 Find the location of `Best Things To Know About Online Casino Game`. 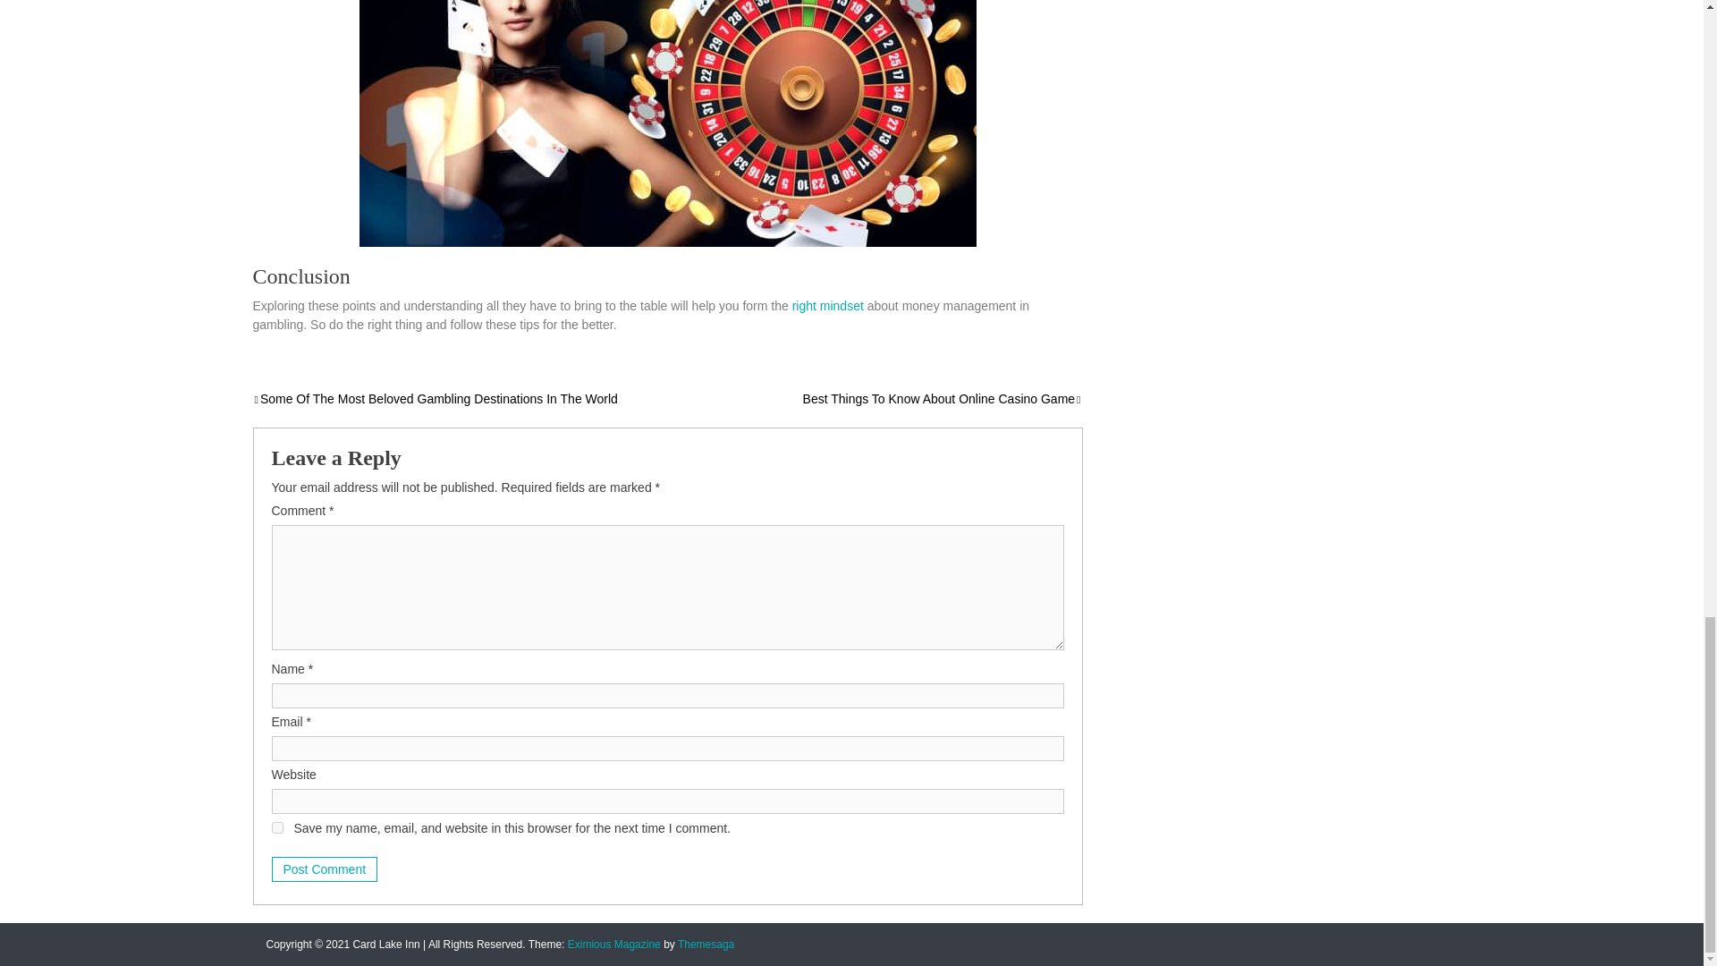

--

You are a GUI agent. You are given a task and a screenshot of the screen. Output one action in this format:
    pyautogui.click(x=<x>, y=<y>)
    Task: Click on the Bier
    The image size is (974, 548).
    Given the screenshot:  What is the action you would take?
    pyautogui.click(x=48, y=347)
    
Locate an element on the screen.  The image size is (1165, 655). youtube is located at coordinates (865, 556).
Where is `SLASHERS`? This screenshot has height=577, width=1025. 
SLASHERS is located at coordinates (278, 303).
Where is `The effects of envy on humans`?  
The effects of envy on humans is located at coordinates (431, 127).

---

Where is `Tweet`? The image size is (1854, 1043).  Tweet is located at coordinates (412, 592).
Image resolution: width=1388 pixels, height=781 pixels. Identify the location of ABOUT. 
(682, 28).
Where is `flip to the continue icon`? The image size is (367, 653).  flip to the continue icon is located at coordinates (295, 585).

TASK INSTRUCTIONS:
Repeat word for word the lines above that run from the line containing "The image size is (974, 548)." through the line containing "Locate an element", both ends included, and nothing else.

RESPONSE BELOW:
    The image size is (974, 548).
    Given the screenshot:  What is the action you would take?
    pyautogui.click(x=48, y=347)
    
Locate an element on the screen.  The image size is (1165, 655). youtube is located at coordinates (865, 556).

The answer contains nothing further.